Taco Bell never met a mash-up it didn’t love. Tacos and pizza? Sure! Tacos and chicken sandwiches? Why not? Tacos and Doritos chips? Been there, sold millions.
Liz Matthews, Taco Bell’s chief food innovation officer, touted the curd-based synergy between the two brands. “We’re thrilled about this new concept with Cheez-It, which gives our fans the chance to experience the real cheese and crunch they love from both of our brands in a whole new way,” she said in a news release.
Taco Bell is clearly trying to capture the same kind of magic it did with another snack-food collaboration, its Doritos Locos Taco, which swaps a typical crunchy shell for one made with the popular chip. The menu item, which leaves just a hint of Doritos’s orange-cheese dust on an eater’s fingers (this was actually a key part of the menu item’s research and development process), has been a huge hit for Taco Bell since it was introduced in 2012.
And in another cheese-meets-crunch marriage, it has previously offered a beef burrito whose contents included Fritos corn chips.
Taco Bell, which recently opened a new mobile-app-friendly, contactless drive-through restaurant concept in suburban Minneapolis, isn’t hiding the idea that such menu items are squarely aimed at consumers’ allegiances to their favorite snack foods, relationships that often go back to their childhoods. It promised the new Cheez-It collaboration would offer an “abundantly cheesy and nostalgic, yet magically modern, dining experience.”
The Cheez-It brand, too, has dabbled in other crossovers, including a brief fling with Pizza Hut. The two combined forces for a large Cheez-It cracker stuffed with cheese and served with marinara sauce for dipping, a hippocampus of a dish that seemed doomed from the start because it failed to capitalize on the cracker’s famous crunch.
Fast-food chains often test out menus at limited locations before adding them to menus nationwide, so it’s possible that the new cracker-meets-tostada will get a wider audience. More than many of its competitors, Taco Bell seems to relish serving up a steady stream of new menu items, which sometimes means the company has to rotate items off its menu — something that often causes agitation among die-hard fans. In the case of the Mexican pizza, the company removed the popular item (along with a slate of others) in 2020, only to reintroduce it this year — which created a cycle of outcry (because there’s no such thing as bad press?) and anticipation.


→ Work task
Where does the string "legend" occur in the records below? Copy every line that holds it.

====== Exercise input

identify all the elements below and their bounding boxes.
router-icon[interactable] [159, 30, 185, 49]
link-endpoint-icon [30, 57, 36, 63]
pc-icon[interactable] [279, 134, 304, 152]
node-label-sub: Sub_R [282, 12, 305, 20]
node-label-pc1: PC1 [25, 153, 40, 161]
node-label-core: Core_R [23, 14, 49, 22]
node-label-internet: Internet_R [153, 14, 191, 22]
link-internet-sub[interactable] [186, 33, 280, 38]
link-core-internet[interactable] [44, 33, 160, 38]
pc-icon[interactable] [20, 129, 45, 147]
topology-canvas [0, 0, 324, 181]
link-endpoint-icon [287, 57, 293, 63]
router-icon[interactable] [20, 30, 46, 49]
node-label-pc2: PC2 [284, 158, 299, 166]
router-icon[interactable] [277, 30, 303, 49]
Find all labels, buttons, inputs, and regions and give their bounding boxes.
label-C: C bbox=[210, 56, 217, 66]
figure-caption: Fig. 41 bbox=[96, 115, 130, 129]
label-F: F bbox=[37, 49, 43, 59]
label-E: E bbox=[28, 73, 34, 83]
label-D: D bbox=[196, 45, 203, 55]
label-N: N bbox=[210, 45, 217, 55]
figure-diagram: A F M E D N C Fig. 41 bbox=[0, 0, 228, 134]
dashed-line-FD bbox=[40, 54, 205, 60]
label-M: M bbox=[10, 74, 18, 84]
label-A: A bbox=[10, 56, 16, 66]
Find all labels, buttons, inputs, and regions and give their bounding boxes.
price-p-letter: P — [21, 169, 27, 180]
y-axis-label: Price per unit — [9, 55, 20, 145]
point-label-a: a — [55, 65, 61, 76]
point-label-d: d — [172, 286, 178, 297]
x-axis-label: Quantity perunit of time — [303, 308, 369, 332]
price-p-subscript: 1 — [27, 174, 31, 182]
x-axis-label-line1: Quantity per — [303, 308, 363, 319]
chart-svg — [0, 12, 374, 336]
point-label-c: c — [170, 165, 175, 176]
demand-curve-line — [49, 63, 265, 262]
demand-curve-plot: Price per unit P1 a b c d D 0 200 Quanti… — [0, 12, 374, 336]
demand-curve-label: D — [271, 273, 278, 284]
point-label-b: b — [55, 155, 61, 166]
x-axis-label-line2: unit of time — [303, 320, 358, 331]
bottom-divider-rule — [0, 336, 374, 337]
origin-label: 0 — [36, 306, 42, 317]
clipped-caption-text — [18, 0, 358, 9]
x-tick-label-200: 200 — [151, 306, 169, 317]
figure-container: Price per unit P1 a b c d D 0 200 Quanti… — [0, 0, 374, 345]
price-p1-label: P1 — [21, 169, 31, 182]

============
====== Exercise input

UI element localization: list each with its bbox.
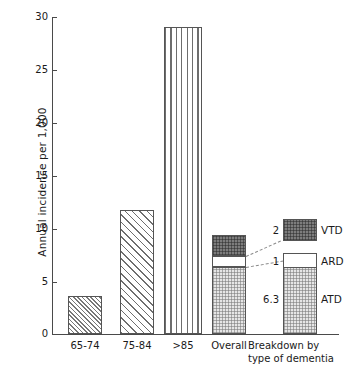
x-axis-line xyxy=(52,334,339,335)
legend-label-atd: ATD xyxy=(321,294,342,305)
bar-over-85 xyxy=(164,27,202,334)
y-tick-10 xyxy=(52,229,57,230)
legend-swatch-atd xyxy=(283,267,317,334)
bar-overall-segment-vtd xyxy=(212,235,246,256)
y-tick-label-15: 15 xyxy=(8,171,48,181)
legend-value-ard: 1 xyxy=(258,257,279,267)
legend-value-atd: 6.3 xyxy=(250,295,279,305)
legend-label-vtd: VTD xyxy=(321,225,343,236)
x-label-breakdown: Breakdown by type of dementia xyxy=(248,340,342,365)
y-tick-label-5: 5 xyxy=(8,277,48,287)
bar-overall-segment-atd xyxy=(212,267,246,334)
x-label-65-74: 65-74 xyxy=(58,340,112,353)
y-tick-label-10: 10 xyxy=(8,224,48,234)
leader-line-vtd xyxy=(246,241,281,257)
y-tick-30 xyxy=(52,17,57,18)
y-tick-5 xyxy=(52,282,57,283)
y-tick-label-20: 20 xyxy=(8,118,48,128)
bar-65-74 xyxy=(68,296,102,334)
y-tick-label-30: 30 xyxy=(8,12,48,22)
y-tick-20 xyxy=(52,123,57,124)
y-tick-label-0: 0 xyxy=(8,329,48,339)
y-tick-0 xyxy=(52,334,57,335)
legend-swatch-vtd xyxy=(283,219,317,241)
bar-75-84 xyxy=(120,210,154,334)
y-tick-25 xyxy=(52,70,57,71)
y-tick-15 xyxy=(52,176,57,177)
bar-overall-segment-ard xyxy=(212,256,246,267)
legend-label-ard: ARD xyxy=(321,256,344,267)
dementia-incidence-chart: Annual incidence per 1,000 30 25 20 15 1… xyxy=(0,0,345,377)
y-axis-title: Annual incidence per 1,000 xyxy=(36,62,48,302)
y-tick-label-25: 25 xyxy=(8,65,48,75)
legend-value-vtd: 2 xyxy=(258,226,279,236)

============

→ Worked solution
legend-label-atd: ATD xyxy=(321,294,342,305)
legend-swatch-atd xyxy=(283,267,317,334)
legend-value-ard: 1 xyxy=(258,257,279,267)
legend-value-atd: 6.3 xyxy=(250,295,279,305)
legend-label-vtd: VTD xyxy=(321,225,343,236)
legend-swatch-vtd xyxy=(283,219,317,241)
legend-label-ard: ARD xyxy=(321,256,344,267)
legend-value-vtd: 2 xyxy=(258,226,279,236)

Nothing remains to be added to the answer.